Stdio.h and cs50.h

Hi. i have question
i’m a newbe, and just started with C and watching all the cs50 videos, well just three of them for now :))
From what i understand “stdio.h” and cs50.h are both libraries, compilers. and “stdio.h” is standard on all the computers and servers and so on, basically its pre-installed. but what about cs50.h i mean right now its working while im learning like “get_string” “get_int” on cs50 sandbox, but what about in the future?? from what i understand it wont work, am i right to assume that

thank you!!

In C, you have header files, denoted with the suffix .h. Some of these are ‘built in’ and every C compiler knows how to use them. Others are packaged with libraries you install. Some are local headers you write yourself.

Overall, the purpose of a header is to let the code you have written use functions, variables, structures, ect (though mostly functions early on) that were written by someone else (or yourself!) in some other file or library.

stdio.h is the Standard I/O header that every C compiler needs to support. This lets you use the printf function, for example. There are a bunch of C compilers out there, like GCC, Clang, LLVM, Intel, etc, and they all know what stdio.h includes.

It sounds like cs50.h is a library header. Specifically, cs50.h is part of some software that was written by the team at Harvard to include some things you need for that class. This lets you use the get_string or get_int functions that the Harvard team wrote.

Local headers are files that you write for your programs to let other parts of your program know about each other.

Welcome to learning C! I think it’s a great language to start with!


▸ **TRY IT**
Within the entries below, how many lines carry the word "vertex"? State the number and stop.
------ DATA FOR REVIEW ------
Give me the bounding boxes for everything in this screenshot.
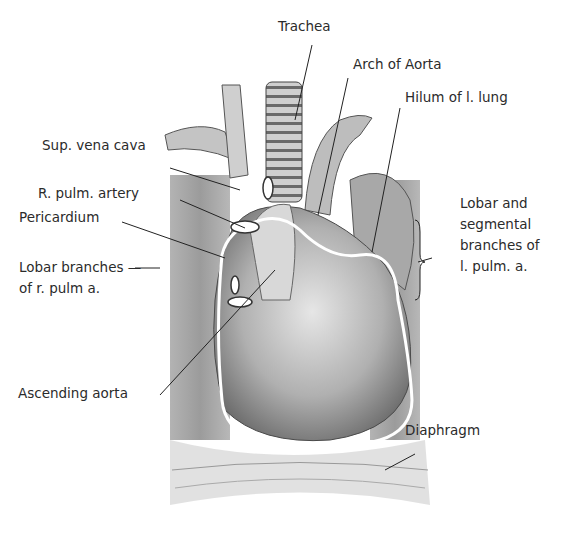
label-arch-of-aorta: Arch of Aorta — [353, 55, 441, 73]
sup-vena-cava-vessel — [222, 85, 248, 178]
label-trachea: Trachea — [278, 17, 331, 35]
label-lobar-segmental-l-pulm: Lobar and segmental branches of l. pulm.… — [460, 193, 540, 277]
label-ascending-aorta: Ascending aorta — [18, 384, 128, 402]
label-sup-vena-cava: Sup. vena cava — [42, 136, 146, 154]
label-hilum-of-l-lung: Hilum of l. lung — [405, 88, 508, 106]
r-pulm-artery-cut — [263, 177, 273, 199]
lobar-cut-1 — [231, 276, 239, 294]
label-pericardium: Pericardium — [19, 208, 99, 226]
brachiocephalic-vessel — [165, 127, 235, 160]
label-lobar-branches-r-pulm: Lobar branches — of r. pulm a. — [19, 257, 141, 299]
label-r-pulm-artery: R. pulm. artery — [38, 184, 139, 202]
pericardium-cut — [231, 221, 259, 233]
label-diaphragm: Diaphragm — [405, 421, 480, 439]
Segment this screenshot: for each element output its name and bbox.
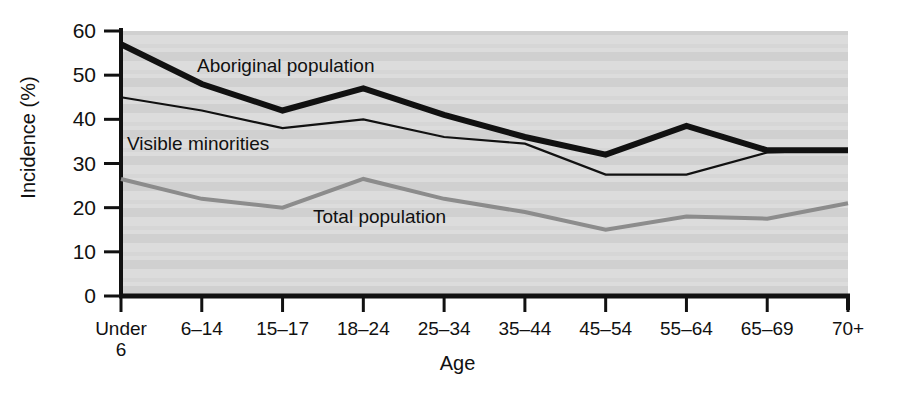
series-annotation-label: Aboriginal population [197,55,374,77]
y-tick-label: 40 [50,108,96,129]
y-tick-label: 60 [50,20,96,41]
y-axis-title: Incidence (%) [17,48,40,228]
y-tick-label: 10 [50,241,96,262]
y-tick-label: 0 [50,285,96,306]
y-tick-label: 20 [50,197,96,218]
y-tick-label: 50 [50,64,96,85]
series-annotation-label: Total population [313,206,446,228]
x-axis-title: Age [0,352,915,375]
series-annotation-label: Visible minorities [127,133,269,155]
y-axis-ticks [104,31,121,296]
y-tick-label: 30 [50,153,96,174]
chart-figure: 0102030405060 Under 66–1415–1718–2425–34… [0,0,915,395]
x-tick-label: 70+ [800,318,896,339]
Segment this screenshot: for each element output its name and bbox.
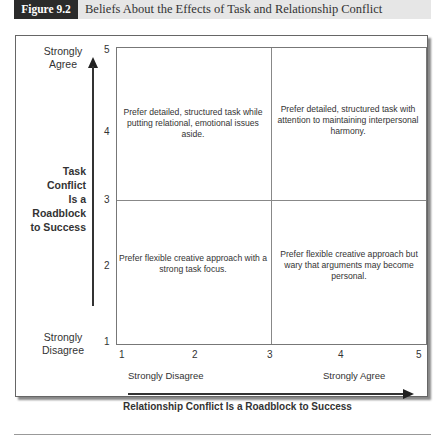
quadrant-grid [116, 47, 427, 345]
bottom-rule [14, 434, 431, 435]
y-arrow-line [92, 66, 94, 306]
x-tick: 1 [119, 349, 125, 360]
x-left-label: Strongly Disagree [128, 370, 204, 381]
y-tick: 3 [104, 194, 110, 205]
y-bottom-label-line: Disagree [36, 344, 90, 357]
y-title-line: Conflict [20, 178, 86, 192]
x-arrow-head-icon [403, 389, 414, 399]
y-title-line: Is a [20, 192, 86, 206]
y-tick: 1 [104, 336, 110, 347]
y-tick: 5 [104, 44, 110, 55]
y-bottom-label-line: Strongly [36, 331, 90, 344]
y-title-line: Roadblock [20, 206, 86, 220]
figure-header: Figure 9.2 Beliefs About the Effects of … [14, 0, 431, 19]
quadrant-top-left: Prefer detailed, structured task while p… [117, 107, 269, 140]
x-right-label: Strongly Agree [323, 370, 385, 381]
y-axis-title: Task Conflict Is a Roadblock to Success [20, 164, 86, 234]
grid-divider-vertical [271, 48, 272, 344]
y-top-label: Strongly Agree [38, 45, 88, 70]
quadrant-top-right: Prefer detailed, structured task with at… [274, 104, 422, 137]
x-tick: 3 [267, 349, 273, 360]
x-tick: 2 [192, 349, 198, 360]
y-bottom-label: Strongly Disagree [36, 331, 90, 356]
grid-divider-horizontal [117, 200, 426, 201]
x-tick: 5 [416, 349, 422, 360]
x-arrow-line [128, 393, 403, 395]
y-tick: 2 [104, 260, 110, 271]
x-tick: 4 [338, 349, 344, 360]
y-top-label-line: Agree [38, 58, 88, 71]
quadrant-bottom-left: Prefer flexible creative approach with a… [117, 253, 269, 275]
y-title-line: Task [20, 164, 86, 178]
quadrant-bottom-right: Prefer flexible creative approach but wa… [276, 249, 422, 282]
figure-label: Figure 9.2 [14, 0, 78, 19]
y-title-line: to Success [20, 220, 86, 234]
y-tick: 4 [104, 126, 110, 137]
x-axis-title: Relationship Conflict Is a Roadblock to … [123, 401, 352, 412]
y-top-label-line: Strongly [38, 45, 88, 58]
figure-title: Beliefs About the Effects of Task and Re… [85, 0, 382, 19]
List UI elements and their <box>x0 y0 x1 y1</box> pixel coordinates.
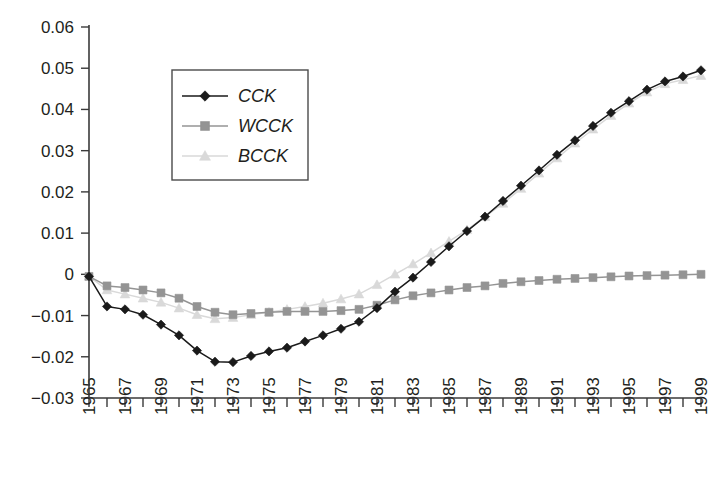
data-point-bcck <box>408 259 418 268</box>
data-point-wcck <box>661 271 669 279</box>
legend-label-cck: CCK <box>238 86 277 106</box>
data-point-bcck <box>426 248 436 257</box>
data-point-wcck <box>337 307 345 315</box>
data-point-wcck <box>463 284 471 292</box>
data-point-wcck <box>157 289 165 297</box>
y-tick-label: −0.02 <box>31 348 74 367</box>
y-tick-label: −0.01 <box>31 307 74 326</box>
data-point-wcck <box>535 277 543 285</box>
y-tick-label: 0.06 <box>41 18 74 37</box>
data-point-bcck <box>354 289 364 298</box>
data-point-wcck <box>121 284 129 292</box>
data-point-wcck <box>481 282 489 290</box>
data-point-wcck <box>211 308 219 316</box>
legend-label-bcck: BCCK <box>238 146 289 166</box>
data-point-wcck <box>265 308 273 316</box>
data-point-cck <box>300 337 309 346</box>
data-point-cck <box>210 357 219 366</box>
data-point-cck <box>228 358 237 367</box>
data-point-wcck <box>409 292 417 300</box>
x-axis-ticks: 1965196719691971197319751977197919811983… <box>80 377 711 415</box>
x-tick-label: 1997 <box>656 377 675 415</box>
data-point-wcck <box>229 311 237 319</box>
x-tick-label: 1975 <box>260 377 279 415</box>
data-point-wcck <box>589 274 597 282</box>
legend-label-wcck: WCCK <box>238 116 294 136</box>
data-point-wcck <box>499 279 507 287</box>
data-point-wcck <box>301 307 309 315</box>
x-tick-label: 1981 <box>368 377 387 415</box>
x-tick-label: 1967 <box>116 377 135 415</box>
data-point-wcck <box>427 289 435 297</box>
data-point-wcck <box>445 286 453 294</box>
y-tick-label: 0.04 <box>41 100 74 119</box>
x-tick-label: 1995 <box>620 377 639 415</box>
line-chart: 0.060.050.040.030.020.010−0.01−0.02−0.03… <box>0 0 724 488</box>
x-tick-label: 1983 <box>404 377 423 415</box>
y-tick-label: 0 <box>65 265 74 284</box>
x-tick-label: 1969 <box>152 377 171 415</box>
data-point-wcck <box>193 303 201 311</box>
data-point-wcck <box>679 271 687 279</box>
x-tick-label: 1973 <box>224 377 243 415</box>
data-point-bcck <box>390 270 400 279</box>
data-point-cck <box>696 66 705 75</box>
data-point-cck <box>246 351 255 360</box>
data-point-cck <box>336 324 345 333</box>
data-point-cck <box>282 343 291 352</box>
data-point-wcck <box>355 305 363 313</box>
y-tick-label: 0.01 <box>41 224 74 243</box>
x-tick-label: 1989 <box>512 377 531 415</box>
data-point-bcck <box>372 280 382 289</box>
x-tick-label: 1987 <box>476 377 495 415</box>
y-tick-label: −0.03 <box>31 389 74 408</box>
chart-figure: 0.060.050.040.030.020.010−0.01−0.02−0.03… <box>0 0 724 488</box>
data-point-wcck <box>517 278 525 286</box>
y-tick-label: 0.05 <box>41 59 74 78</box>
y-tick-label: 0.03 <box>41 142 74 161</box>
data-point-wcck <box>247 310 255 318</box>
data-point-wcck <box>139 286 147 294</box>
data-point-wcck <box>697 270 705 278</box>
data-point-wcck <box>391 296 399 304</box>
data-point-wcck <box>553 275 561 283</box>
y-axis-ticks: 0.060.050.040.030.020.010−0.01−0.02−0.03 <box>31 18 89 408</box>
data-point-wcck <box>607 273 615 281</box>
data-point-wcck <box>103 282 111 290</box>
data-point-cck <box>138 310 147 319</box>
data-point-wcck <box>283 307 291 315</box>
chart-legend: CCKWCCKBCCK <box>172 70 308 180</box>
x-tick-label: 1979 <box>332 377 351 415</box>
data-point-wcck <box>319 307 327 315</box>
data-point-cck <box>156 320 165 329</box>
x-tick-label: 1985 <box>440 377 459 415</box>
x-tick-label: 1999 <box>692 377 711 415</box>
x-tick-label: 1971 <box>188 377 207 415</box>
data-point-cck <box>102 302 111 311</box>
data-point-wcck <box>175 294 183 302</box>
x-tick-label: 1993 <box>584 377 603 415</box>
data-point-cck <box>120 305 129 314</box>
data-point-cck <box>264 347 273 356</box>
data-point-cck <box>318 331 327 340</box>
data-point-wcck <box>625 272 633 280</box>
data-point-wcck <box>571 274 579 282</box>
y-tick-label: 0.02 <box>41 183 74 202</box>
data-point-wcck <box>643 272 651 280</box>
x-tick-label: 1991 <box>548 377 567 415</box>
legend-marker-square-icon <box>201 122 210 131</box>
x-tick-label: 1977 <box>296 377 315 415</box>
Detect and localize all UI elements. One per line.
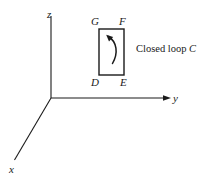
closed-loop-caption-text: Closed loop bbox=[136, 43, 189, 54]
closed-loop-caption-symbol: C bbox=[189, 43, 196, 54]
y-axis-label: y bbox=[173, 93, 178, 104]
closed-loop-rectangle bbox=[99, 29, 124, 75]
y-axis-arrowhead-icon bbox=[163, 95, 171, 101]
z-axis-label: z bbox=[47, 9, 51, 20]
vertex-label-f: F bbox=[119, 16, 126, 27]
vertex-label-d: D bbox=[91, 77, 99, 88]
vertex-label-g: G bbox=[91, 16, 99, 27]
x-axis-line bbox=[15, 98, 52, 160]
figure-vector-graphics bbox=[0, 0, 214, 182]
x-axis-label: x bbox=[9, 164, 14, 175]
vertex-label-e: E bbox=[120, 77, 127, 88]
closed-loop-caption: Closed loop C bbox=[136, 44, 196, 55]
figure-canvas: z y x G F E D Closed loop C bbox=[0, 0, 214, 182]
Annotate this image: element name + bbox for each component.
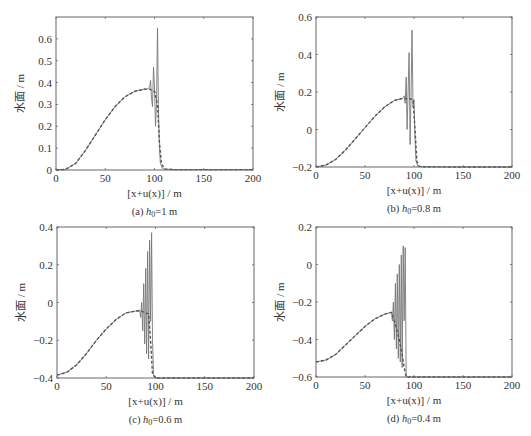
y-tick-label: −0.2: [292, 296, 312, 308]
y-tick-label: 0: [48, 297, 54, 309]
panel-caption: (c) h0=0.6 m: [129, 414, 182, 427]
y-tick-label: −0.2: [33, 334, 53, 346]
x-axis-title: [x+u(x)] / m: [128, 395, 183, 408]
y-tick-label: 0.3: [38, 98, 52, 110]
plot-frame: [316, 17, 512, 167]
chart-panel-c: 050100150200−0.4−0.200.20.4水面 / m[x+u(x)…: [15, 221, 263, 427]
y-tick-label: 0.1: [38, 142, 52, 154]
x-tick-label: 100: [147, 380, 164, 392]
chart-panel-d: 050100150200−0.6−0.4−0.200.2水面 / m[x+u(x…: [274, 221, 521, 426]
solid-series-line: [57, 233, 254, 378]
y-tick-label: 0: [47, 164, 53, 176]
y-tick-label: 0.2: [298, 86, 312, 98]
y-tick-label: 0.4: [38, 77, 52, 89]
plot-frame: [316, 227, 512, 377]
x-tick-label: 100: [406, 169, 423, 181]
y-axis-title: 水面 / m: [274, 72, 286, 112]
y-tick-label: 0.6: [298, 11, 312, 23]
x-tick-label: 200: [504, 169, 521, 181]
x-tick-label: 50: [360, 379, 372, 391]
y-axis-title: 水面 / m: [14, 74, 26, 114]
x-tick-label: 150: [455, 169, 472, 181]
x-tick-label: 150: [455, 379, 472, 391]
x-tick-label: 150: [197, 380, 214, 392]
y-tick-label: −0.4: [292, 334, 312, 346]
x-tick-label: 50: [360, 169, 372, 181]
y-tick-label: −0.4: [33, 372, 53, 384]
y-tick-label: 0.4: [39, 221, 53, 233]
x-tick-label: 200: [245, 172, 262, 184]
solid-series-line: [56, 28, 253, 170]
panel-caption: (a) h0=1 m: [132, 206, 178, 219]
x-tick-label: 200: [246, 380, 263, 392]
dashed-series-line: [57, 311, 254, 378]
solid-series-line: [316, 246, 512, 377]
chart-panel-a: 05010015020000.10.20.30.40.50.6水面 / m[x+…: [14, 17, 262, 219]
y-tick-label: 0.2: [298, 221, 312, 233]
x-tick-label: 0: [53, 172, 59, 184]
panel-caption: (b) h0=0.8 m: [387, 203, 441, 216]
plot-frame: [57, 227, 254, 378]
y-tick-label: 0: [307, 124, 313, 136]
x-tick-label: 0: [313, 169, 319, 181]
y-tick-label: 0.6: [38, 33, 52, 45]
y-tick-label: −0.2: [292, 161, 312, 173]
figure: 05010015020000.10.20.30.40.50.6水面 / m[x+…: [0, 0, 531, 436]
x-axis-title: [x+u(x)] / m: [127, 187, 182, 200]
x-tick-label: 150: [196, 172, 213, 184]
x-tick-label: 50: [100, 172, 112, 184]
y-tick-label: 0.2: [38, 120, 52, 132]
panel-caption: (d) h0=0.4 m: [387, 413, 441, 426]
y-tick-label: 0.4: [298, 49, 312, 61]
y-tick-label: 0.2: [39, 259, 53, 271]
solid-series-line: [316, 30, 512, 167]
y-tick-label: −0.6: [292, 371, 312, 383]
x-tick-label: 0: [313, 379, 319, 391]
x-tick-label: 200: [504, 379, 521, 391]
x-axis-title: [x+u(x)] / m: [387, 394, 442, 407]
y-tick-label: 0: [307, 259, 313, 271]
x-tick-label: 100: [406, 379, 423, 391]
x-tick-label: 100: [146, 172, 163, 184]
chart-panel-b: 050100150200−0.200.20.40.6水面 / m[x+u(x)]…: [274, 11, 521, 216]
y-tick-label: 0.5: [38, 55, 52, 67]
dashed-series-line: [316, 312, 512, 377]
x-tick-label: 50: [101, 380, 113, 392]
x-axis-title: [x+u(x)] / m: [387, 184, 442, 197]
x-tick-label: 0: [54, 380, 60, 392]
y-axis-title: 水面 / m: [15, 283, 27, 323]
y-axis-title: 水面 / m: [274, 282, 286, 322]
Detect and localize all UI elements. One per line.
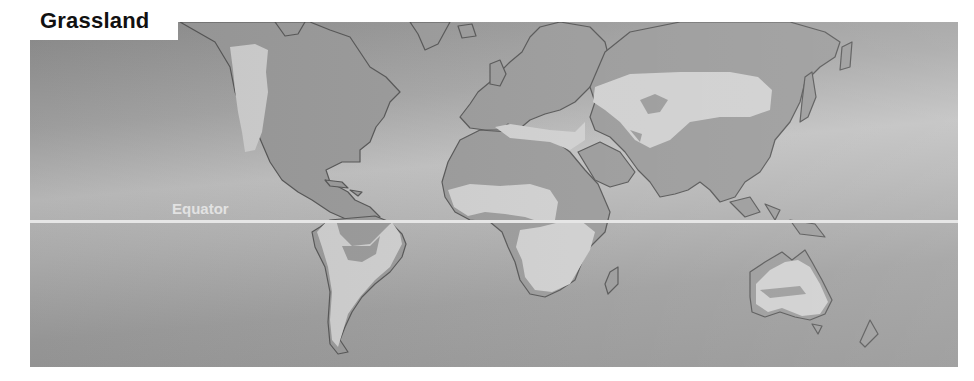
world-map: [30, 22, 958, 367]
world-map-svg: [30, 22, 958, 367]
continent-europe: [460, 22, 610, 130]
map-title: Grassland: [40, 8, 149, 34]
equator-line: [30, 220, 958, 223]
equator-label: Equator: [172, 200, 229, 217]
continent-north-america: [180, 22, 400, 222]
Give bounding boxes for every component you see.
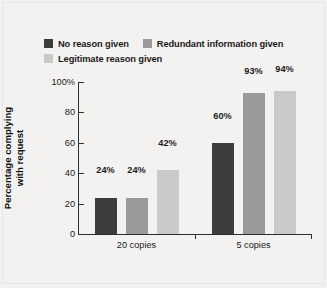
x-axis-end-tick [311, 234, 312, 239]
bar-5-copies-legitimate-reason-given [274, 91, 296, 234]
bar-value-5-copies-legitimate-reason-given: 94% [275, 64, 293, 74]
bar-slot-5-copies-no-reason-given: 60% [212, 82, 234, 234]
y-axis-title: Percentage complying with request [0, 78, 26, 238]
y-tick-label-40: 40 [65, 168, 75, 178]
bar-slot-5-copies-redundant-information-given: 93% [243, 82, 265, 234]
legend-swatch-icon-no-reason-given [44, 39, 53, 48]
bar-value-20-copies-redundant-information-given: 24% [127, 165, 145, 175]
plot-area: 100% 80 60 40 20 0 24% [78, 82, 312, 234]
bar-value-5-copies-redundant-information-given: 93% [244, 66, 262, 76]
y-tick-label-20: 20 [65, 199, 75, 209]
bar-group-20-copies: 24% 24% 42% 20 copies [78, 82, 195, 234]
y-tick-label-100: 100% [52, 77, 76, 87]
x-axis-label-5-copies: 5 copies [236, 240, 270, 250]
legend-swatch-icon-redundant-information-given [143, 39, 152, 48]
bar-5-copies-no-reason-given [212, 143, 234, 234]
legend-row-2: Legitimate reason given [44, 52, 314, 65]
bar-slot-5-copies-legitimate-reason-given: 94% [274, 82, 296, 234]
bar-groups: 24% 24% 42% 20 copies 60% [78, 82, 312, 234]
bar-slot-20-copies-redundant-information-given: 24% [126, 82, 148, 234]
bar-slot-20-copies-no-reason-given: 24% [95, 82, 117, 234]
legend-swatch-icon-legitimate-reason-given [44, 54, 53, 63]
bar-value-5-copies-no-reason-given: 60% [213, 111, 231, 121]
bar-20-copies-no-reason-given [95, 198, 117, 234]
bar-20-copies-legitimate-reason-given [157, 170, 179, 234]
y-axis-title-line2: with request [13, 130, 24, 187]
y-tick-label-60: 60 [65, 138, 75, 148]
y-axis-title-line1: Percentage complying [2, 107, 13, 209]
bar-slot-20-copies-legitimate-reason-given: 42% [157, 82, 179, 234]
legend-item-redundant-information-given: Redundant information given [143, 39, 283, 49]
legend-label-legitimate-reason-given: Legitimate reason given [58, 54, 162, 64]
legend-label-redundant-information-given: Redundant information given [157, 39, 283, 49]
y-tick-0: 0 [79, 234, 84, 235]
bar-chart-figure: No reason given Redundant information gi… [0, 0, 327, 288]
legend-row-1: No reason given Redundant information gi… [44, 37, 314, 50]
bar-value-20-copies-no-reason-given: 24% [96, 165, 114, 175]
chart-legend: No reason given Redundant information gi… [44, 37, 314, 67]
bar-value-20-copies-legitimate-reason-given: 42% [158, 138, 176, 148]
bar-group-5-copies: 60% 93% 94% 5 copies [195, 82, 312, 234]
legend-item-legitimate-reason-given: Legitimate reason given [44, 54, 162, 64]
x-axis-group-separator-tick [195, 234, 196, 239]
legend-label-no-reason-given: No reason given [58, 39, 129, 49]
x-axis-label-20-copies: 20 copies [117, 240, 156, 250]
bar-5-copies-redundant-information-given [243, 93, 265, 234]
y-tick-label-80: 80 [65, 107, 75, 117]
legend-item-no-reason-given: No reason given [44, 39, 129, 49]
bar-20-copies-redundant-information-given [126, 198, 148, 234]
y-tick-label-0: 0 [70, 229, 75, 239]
------
▸ **TASK SOLUTION**
4